Arrowtown book buyer Miranda Spary continues her regular column about her recommendations for a good read and life as she sees it ...
There's obviously some sort of plot to get me as homesick as possible and it's working perfectly.
Thanks to everyone who's sent me photos of beards and miners and goldpans and the beautiful Earnslaw and the new cycleway opening ... they have made me sick as a dog to have missed it all.
We've spent the last week in Berlin where it isn't possible to be bored.
It's been heavenly autumn weather and it is hard to make ourselves make the most of Berlin's hundreds of museums and art galleries.
Instead, we have been hiring bikes and sucking up the history that just won't leave you alone.
Opposite the apartment we are in is the graveyard where the brothers Grimm are buried.
Honestly, how those brothers can sleep after all the sleepless nights they caused to children around the world ... they are still my heroes, though.
And the train station near us is where all the Jews were herded and packed off.
There's one of the best museums I've ever been to there called "The Topography of Terror" - mostly outdoors along a remaining stretch of the wall and it tracks the history of the Nazis and their rise to power.
The Brothers Grimm could never have invented a fairy tale as gruesome as the Holocaust.
But history keeps repeating itself, and in one of the many exquisite squares in Berlin where all the books were burnt, there is a plaque with a bit of Heinrich Heide's poem from 1820, "where they burn books, they will, in the end, burn people". Eerie foresight.
Everywhere in Berlin there is evidence of the great and ghastly things that have coloured the history of this city and our world.
When we biked through the Tiergarten, the huge park in the middle of Berlin, it was hard to reconcile these glorious green spaces and all the enormous trees turning every autumn colour imaginable with the poverty and deprivation after the war. All the trees were chopped down for firewood as it was such a cold winter.
We took the train to Potsdam and cycled through impossibly beautiful parks, looking at the ridiculously lavish palaces built by the Prussians. In contrast, the plantings are simple and perfect.
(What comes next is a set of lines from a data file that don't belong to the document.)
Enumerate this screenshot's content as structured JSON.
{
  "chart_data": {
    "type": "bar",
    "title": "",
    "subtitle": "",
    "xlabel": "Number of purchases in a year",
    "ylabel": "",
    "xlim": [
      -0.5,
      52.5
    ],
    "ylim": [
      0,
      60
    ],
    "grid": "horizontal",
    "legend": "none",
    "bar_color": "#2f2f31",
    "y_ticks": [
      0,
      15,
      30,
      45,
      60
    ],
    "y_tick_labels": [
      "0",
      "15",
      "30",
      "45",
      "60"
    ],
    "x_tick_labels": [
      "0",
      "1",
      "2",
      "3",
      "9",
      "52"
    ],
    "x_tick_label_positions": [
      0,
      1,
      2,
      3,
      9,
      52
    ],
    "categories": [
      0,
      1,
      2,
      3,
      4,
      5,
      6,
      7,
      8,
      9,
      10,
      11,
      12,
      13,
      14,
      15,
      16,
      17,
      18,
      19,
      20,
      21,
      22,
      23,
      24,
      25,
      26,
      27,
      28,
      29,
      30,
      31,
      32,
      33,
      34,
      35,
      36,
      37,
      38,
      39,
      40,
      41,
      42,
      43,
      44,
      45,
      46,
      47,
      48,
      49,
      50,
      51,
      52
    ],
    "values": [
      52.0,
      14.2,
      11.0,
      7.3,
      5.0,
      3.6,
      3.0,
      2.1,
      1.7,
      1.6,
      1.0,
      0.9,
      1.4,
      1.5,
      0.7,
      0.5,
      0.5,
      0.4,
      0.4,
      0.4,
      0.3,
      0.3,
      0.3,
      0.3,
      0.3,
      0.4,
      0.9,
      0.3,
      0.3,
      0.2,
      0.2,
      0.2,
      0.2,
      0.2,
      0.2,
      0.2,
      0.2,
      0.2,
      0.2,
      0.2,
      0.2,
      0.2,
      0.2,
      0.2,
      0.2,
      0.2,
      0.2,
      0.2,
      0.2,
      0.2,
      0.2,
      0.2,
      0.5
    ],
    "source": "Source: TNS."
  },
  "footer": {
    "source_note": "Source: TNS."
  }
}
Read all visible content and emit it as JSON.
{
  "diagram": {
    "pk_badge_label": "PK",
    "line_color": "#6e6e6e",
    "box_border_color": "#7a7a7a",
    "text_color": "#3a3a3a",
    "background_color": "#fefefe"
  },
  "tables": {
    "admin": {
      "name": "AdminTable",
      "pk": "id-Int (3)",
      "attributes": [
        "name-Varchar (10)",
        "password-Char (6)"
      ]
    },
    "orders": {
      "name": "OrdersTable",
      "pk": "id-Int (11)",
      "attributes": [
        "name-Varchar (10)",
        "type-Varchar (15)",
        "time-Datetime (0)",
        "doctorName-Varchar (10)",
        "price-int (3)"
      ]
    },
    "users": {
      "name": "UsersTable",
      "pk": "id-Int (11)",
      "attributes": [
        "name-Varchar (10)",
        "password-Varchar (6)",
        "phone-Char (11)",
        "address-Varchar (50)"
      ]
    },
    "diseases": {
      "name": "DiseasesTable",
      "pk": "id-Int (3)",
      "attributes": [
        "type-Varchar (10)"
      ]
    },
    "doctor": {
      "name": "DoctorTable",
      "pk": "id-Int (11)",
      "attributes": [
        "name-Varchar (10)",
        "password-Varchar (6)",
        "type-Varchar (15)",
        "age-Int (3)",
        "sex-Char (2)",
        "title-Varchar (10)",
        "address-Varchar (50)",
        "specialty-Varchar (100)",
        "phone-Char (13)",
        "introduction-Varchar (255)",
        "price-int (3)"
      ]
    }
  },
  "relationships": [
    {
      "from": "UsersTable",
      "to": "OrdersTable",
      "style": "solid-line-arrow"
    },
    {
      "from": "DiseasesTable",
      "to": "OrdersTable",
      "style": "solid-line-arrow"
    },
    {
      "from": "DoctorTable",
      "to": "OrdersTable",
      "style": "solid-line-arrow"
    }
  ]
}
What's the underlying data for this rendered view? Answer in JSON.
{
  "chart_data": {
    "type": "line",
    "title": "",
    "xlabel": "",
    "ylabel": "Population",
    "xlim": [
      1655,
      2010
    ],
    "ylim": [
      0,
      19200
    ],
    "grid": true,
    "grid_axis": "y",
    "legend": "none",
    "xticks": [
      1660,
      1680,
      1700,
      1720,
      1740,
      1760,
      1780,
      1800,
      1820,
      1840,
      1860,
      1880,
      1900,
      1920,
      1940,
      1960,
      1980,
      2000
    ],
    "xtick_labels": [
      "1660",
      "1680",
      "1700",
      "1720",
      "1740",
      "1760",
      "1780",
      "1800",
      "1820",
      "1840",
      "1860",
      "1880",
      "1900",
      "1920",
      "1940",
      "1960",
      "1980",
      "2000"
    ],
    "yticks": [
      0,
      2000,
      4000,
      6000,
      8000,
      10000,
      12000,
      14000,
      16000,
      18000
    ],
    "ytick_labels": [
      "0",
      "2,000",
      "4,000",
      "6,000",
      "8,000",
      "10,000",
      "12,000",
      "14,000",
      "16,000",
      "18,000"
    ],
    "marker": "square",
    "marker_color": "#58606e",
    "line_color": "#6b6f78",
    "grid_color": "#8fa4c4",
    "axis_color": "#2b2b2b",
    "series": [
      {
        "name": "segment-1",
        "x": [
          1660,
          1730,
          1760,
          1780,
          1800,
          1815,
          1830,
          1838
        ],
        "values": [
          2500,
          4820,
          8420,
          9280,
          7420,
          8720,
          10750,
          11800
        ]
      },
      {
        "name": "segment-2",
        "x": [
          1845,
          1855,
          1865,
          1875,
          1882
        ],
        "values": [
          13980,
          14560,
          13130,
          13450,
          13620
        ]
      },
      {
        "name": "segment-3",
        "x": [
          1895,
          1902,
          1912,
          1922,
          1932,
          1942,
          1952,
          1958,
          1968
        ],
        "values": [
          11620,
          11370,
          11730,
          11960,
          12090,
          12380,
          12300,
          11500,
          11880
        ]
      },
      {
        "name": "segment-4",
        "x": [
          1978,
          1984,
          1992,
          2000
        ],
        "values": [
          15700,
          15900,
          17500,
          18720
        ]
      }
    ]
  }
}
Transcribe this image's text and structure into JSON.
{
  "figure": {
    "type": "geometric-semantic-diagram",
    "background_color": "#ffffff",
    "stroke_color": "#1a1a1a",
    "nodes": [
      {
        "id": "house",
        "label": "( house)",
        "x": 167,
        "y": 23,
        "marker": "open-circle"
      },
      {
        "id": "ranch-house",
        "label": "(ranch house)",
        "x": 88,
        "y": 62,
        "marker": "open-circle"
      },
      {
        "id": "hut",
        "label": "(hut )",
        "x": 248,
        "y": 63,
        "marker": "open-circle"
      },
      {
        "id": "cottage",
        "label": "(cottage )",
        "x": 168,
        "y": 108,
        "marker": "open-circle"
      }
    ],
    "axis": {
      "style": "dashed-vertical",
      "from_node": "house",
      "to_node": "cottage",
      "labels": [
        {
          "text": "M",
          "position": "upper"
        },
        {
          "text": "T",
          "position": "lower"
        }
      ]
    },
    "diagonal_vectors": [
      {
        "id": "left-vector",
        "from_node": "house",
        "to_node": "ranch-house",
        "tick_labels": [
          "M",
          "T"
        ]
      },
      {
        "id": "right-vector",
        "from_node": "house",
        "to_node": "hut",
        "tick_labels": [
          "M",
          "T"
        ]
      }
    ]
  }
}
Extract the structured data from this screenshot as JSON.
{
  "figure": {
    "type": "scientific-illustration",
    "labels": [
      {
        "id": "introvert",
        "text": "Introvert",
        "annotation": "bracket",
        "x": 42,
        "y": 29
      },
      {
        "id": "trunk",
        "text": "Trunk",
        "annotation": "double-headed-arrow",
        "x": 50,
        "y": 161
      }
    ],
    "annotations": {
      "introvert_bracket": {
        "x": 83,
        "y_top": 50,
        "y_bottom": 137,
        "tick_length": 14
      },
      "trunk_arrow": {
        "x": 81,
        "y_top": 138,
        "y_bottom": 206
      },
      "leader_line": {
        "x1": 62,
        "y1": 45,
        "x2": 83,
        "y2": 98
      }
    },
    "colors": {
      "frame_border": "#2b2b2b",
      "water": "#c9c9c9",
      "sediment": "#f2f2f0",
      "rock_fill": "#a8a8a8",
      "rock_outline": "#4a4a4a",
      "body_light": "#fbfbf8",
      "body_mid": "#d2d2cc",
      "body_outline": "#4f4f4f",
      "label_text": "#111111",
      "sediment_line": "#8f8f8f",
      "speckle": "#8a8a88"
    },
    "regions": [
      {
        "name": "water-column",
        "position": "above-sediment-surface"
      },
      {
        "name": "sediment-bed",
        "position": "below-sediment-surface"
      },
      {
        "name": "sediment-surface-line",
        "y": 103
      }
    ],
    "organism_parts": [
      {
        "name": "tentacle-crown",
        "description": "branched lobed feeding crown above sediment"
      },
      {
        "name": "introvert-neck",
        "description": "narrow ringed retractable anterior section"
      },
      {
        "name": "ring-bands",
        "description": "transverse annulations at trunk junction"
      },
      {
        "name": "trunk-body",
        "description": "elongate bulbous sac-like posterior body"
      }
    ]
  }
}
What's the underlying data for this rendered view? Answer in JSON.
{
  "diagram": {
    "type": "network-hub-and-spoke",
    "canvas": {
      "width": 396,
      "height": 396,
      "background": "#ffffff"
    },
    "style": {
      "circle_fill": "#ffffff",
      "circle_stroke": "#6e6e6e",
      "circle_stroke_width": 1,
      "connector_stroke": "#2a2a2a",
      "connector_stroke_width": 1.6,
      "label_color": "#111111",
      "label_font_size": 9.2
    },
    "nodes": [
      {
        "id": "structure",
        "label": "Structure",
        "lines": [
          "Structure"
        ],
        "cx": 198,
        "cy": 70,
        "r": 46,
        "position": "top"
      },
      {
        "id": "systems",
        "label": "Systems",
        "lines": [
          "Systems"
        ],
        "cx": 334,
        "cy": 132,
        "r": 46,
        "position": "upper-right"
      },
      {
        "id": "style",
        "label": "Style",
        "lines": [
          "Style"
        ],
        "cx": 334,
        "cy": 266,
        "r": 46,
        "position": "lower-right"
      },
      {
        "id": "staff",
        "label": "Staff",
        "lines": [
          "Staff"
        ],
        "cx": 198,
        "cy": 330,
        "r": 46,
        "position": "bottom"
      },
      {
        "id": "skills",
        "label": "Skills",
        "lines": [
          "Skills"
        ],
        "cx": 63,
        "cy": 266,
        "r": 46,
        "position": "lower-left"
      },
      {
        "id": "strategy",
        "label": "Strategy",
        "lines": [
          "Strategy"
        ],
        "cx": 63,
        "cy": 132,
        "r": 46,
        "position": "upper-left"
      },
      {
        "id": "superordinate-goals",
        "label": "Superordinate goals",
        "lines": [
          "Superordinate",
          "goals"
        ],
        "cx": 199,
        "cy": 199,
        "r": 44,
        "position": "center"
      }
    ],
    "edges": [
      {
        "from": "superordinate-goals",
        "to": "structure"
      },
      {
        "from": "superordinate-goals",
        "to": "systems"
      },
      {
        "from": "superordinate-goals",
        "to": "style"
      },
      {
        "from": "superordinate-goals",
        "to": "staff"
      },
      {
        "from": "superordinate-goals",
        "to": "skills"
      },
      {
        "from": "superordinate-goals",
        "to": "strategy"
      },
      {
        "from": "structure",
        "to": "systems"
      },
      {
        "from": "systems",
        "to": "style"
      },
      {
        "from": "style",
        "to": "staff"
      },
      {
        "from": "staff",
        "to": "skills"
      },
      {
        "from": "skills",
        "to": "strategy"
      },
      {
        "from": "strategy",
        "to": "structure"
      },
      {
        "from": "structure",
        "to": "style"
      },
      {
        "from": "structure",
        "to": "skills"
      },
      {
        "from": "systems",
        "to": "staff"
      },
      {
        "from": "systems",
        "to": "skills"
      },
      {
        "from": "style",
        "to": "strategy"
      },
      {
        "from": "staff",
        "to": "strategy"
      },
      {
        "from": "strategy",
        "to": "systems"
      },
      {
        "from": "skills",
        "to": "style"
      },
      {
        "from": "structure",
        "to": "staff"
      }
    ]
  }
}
I felt like royalty biking up great avenues of golden trees with gold-topped garden houses popping up here and there.
One king built a colossal terraced vineyard and fig orchard - every fig tree lives in its own little copper-doored niche - you have to see it to believe it.
I think there are more than 100 niches - I want a niche like that for my fig tree, although my darling pointed out I could have fresh figs flown in every week of the year for the cost of a pair of the huge copper doors with all those windows.
A 10-minute cycle away is the former KGB prison and interrogation rooms.
Strange contrasts.
Christchurch has just been named as one of the world's top "must visit" cities for 2013 and its council should definitely visit Berlin.
They should see how they have turned total devastation and tragedy into an energetic, efficient and happy place.
I interviewed Sarah Quigley, a Christchurch-born author who has lived in Berlin for 12 years. She's mad about the place and loves the fact that everyone's lifestyle is tolerated here.
Even smokers aren't the pariahs they are in NZ. Her favourite bar in former East Berlin had obeyed the no smoking laws for a while but now they have a rule - no smoking till after 9pm when they finish serving food. So sensible!The Berlin mayor is gay and coined the phrase "poor but sexy" - sex plays a huge part in their lives here if the number of sex shops and posters are anything to go by. Berlin alone has managed to clock up over 60 billionin debt. No-one seems worried.
When I was in Frankfurt, I went to a reading at the International Club by A. D.
Miller,who was once The Economist's correspondent in Moscow.
His novel Snowdrops was longlisted for the Booker Prize last year.
It's not autobiographical but came about from the scary things he saw about living in a city where you have to make dubious moral calls about all sorts of things to keep yourself out of trouble, and in favour with people who can make things run easily for you.
Snowdrops is a Russian term for bodies that appear in the spring, having been covered by the snow during winter. He called his book this because there are many things in people's lives they hope are hidden, but most bad things surface again at some time.
It's a frightening story and more frightening in that he says it is just how life is for the people there. Fantastic read.